LEAP-certified schools use the Siemens SinuTrain training system, which is PC-based simulator software replicating the SINUMERIK Operate interface of 828D and 840D controls. Siemens provides software and installation assistance as well as free instructor training, certification, and support.

The LEAP training program consists of three days each on Level 1 (conversational programming, ShopTurn and ShopMill), Level 2 (more complex machining, including 4-axis), and Level 3 (5-axis milling) for instructors. Upon completion of training, instructors are certified, and they in turn can certify students. Successful completion of each level of training and subsequent testing can provide students with up to five certificates to help them begin their careers in CNC machining.

Markus Puntigam, technical sales manager at EMCO Group USA in Wixom, Mich., has firsthand experience with LEAP. EMCO supplies many of the machines using Siemens controls to schools in the LEAP program. He says LEAP benefits not only the students, but also the schools.

De Anza College Design & Manufacturing Technologies department coordinator Mike Appio and a student look at a part produced on a CNC mill.

“The LEAP program has real market value,” Puntigam says. “The schools get—free of charge—three-levels of training, each level backed by three days of instructor training—that is a full nine days of training. Part of that training can be done at the school on site. Schools are getting a training service package in the range of $25,000 dollars for free.”

Many schools around the country already are part of the Siemens LEAP program, giving their students the game-changing capabilities employers seek. Program leaders at three of those schools in Fort Worth, Texas; Cupertino, Calif; and Oklahoma City say the program has elevated their curriculum—and they are ready for even more advanced machining training and certification.

“Schools must improve their programs to incorporate 5-axis because the market is going that way, otherwise, their programs won’t be in demand,” Holmes says.

Hollenstein Career and Technology Center—Fort Worth, Texas

Demetrius “Coach” Anthony, a tool and die maker journeyman who served in the military, started the manufacturing/engineering program at Eagle Mountain-Saginaw ISD-Hollenstein Career & Technology Center in Fort Worth, Texas, eight years ago. He has seen increasing demand for employees with advanced CNC machining skills, and the Siemens LEAP program is helping Anthony train Hollenstein students with the latest technology. His classes feature several EMCO machines with a Siemens 840D emulator, which gives the students valuable experience that is attractive to high-tech companies.

“If any of our students ever wanted to go to an advanced manufacturing company using a Siemens controller, that’s the technology and skill set being used,” says Anthony, an instructor and former high school football coach. “I’m always looking at different things that I can teach the students to give them an extra tool in their bag.”

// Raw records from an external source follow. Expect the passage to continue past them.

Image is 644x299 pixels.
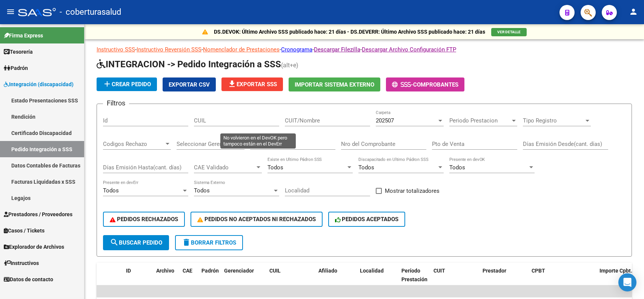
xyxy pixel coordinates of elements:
a: Descargar Filezilla [314,46,360,53]
span: Exportar CSV [169,81,210,88]
span: CPBT [532,268,545,274]
button: Borrar Filtros [175,235,243,250]
datatable-header-cell: Gerenciador [221,262,266,296]
button: Crear Pedido [97,77,157,91]
span: Comprobantes [413,81,459,88]
button: Exportar SSS [221,77,283,91]
span: CAE Validado [194,164,255,171]
button: -Comprobantes [386,77,465,92]
span: INTEGRACION -> Pedido Integración a SSS [97,59,281,69]
button: PEDIDOS ACEPTADOS [328,212,405,227]
span: Todos [194,187,210,194]
span: Borrar Filtros [182,239,236,246]
span: Localidad [360,268,384,274]
span: Prestadores / Proveedores [4,210,73,218]
span: Importe Cpbt. [600,268,632,274]
a: Cronograma [281,46,313,53]
mat-icon: delete [182,237,191,247]
span: Prestador [483,268,506,274]
a: Nomenclador de Prestaciones [203,46,280,53]
span: VER DETALLE [497,30,521,34]
datatable-header-cell: CPBT [529,262,596,296]
span: Importar Sistema Externo [294,81,374,88]
datatable-header-cell: Localidad [357,262,399,296]
span: Codigos Rechazo [103,141,164,147]
span: PEDIDOS RECHAZADOS [110,216,178,223]
span: Todos [268,164,283,171]
span: Explorador de Archivos [4,243,64,251]
span: Todos [449,164,465,171]
a: Instructivo SSS [97,46,135,53]
button: Exportar CSV [163,77,216,92]
button: Buscar Pedido [103,235,169,250]
datatable-header-cell: CAE [180,262,198,296]
span: Todos [358,164,374,171]
mat-icon: search [110,237,119,247]
a: Descargar Archivo Configuración FTP [362,46,456,53]
mat-icon: add [103,79,112,88]
datatable-header-cell: CUIT [430,262,479,296]
p: DS.DEVOK: Último Archivo SSS publicado hace: 21 días - DS.DEVERR: Último Archivo SSS publicado ha... [214,28,485,36]
span: Tipo Registro [523,117,584,124]
span: CAE [183,268,192,274]
span: Datos de contacto [4,275,53,283]
span: Padrón [202,268,219,274]
datatable-header-cell: ID [123,262,153,296]
mat-icon: person [629,7,638,16]
datatable-header-cell: Importe Cpbt. [596,262,638,296]
span: Casos / Tickets [4,226,44,235]
datatable-header-cell: CUIL [266,262,315,296]
span: Integración (discapacidad) [4,80,74,88]
span: (alt+e) [281,62,299,69]
span: CUIL [270,268,281,274]
div: Open Intercom Messenger [619,273,637,291]
span: PEDIDOS NO ACEPTADOS NI RECHAZADOS [197,216,316,223]
span: Mostrar totalizadores [385,186,440,195]
h3: Filtros [103,98,129,108]
span: Todos [103,187,119,194]
datatable-header-cell: Período Prestación [399,262,430,296]
span: Firma Express [4,31,43,40]
datatable-header-cell: Prestador [479,262,529,296]
span: Seleccionar Gerenciador [177,141,238,147]
span: Tesorería [4,48,33,56]
span: Buscar Pedido [110,239,162,246]
span: - [392,81,413,88]
p: - - - - - [97,45,632,54]
span: Período Prestación [401,268,428,282]
mat-icon: file_download [227,79,237,88]
datatable-header-cell: Afiliado [315,262,357,296]
span: Archivo [156,268,174,274]
span: 202507 [376,117,394,124]
span: Gerenciador [224,268,254,274]
datatable-header-cell: Padrón [198,262,221,296]
span: Afiliado [319,268,337,274]
button: PEDIDOS NO ACEPTADOS NI RECHAZADOS [190,212,323,227]
datatable-header-cell: Archivo [153,262,180,296]
button: Importar Sistema Externo [288,77,380,92]
span: - coberturasalud [60,4,121,20]
button: VER DETALLE [491,28,527,36]
span: Exportar SSS [227,81,277,87]
span: ID [126,268,131,274]
span: Periodo Prestacion [449,117,510,124]
span: PEDIDOS ACEPTADOS [335,216,399,223]
span: CUIT [434,268,445,274]
span: Crear Pedido [103,81,151,87]
mat-icon: menu [6,7,15,16]
button: PEDIDOS RECHAZADOS [103,212,185,227]
a: Instructivo Reversión SSS [136,46,202,53]
span: Instructivos [4,259,39,267]
span: Padrón [4,64,28,72]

Holmes says that strategy will pay off for Hollenstein students.

Hollenstein Career and Technology Center manufacturing engineering instructor Demetrius Anthony teaches more advanced machining on an EMCO machine with a Siemens 840D emulator.

“Graduates with experience in advanced technology are in great demand by the manufacturing industry,” he says. “These companies are asking for students that know the Siemens platform and that know 5-axis machining.”

In his classrooms, Anthony has seen students quickly improve using Siemens controls. He attributes that in part to the conversational programming feature.

“Once I brought Siemens in, those students who struggled with code got to see the conversational part of it, and they took off with it,” Anthony says. “When they can see it before they actually run their simulation, it helps them. It gives them that visual, because a lot of people are visual learners, like I was. You’ve got to show me. I want to see it, because if you just talk about it and tell me in theory, I don’t quite understand it.

“On our other control option, all they see is the line of code, and they’ll see a 2D line tracing the moves it made. That’s it. They don’t get the 3D visual like what they do with the machines with the Siemens controls we have now.”

Under his guidance and with hands-on experience with Siemens-controlled machines, students who complete the LEAP program at Hollenstein are ready to enter the workforce, Anthony says. He shows local employers his students’ skills during open houses, where company representatives often tell him a variation of a common theme: It’s hard to believe high school students can machine.

“I’ll have one student, and I’ll say, ‘Here’s a student; he can draw up any part that you have in CAD (computer-aided design). … He can set it up. He can do the CAM (computer-aided manufacturing) or he can hand-program it. He can run the machine, set the machine up. He can go over and help with the mech lab units, which is essentially lighting the POC (proof of concept)—controlling the conveyor, sensors, things like that—and then he can print up 3D models.’ This is all coming from one student,” Anthony says. “One of the guys who came out from a local large manufacturing company says, ‘We have four or five different people doing all those things.’ And I said, ‘Here you have a student who has the very basics for all of that, and he’s ready to go.’”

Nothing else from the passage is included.